About

Sefer Similarity Map is an exploratory tool to help uncover the substructure of books/chapters of Tanach, Talmud, and other Jewish texts, and visualize the underlying relationships between them.
These relationships can illuminate historical, authorial, linguistic, and stylistic connections between texts. The tool can also pick out related texts to any that one is currently learning or teaching.

Introduction

To start measuring similarity between texts, we consider the rates of words and phrases in each individual text. Other characteristics of the texts, such as theorized date of composition or author, were not included in the model, allowing the similarities along these attributes to emerge from the comparison of the texts themselves.

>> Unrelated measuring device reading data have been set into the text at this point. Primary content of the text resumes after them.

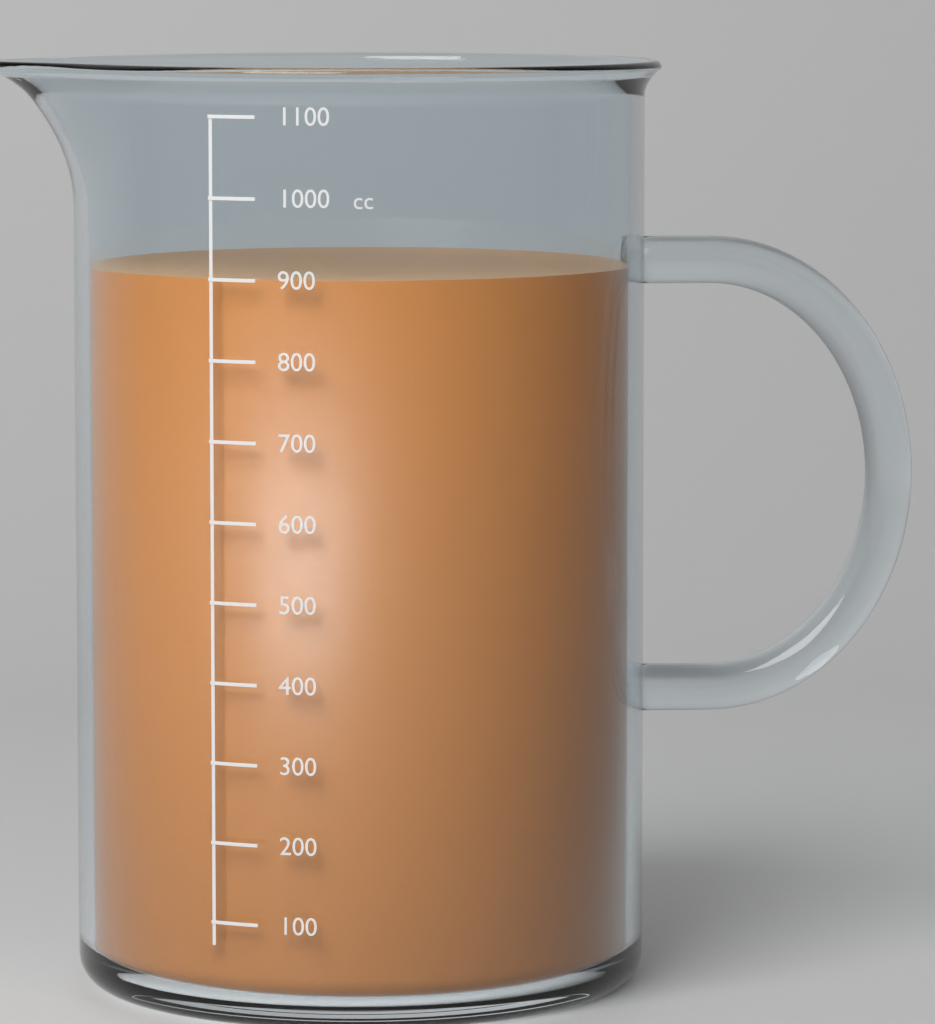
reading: 900 cc
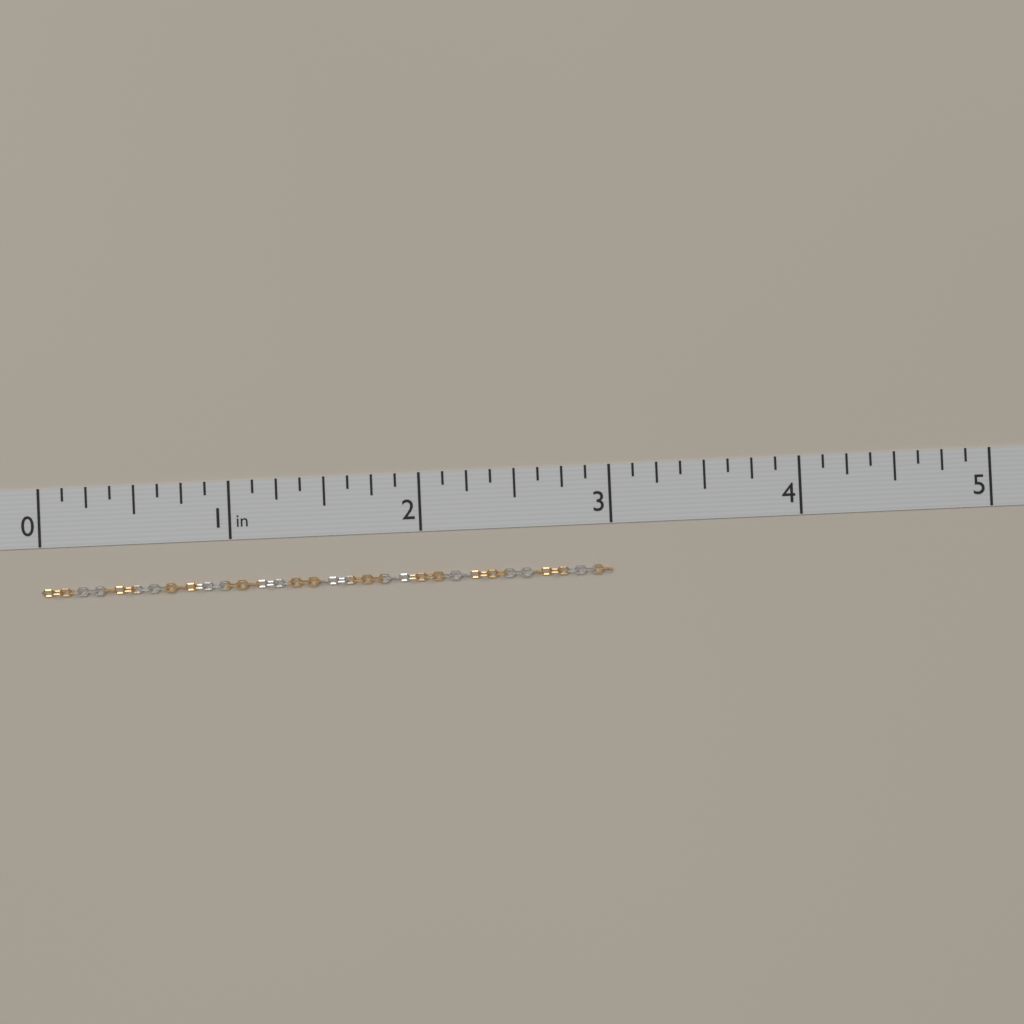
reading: 3.000 in
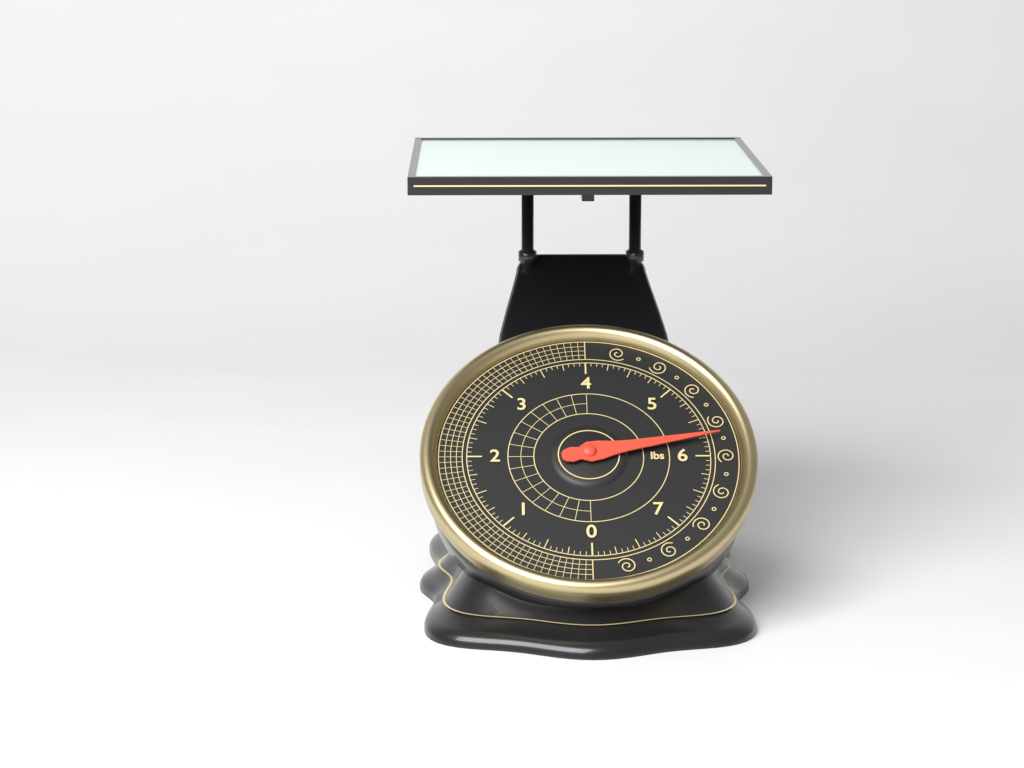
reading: 5.7500 lbs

This has been shown to work well, allowing texts to be clustered together merely based on counts of words.

Overall, this is a lot of data! There are around 40,000 unique words in Tanach. We have to keep track of each sefer’s rates of each of those words! That’s big enough if we just use 39 sfarim. If we switch to using subsections (e.g. the 929 prakim of Tanach), our table grows even larger.

n-grams

Let's make those tables even bigger!
We wanted to select features that would be helpful in identifying true substructure. The counts of single words is useful: only two sfarim have the word "מדינתא" (Ezra and Nehemiah), and we would expect them to be similar to each other, and probably not so similar to other sfarim. But a “bag of words” model (pure word counts, where order doesn’t matter) can only contain so much information. "Rav Huna" and "Rav Yosef" each share "Rav", but should be considered differently.
We therefore expanded to phrases - or “n-grams”. (A bigram is a two-word phrase; a trigram is three.) By including the counts of these n-grams, we retain more contextual information.

We can add the counts of these n-grams to our matrix, so that for each text, we have both the counts of single words, but also longer phrases. Below, depending on the size of texts we were comparing, we run on n-grams of up to size 4.

UMAP

This process leaves us with a giant matrix, with rows being the different texts, columns being the words within the corpus, and each cell being the frequency of that word within that text. Texts that have similar counts of the same words will have similar rows in the table. If we view the table as a representation of a high-dimensional space, then those text would also be near each other in this space. However, visualizing this would be really difficult! We can’t draw a plot in 100-thousand dimensions.
Dimensionality reduction is a technique to convert this high-dimensional data into something more manageable for us. We used a method called UMAP to reduce the dimensionality of our ngram-count matrix so that we could visualize the final result.
Texts that were near each other in the original high-dimensional space (because they have similar rates of the same words) should also be close in their UMAP projections into this new 2-D space. This means that texts that group together in the UMAP space (shown in our plots below), should truly have been similar in the high-dimensional space, meaning they should have similar values in the matrix, and should use similar rates of the same words. Clusters in our plots below should therefore truly represent similar texts!

Limitations:

Using raw counts is not ideal - longer texts will have higher values overall, which can throw off the clustering. Typically, you would normalize the values based on their frequency in the corpus as a whole. tf-idf is a common method; we played around with some custom scoring metrics, but did not include them below.
Natural Language Processing (NLP) techniques can add more nuance to the method. For example, we don’t account for prepositions: "והיה" is counted differently than "היה", while ideally we should lemmatize them and count them as the same word. However, the vast amounts of data should actually compensate for missing on the benefits NLP could bring to the table.
Similarly, we did not remove extremely common words. This makes comparisons of highly-repetitive texts difficult. When we ran our method on amudim in the Talmud, we produced two large clusters, instead of many highly differentiable ones. We believe this is because most amudim share a lot of similar words, which overwhelms their unique ones.
The method is slowed down by the number of texts selected for comparison. The number of features does not affect UMAP’s runtime significantly: a corpus of 200,000 words does not run that much slower than one of 50,000 words. However, a comparison of 40 texts runs extremely quickly, while 900 texts runs over a few minutes, and the 5,350 amudim of the Talmud took very long to run.

Results/Usage

The individual results are on separate pages, on the menu on the left.
We ran some analyses comparing full sfarim, and some on subsections (e.g. prakim of Tanach, amudim of Talmud).
By mousing over different dots, you can see the texts in the comparison. You can also search above each graph to highlight specifics texts within it.

We included some observations with each comparison. Let us know if you find any other interesting connections!

Contact

We can be reached at jhostyk [at] gmail.com and abzaloum [at] gmail.com.
Please reach out with any questions, or suggestions/requests for additional plots!

Our code is available on our github.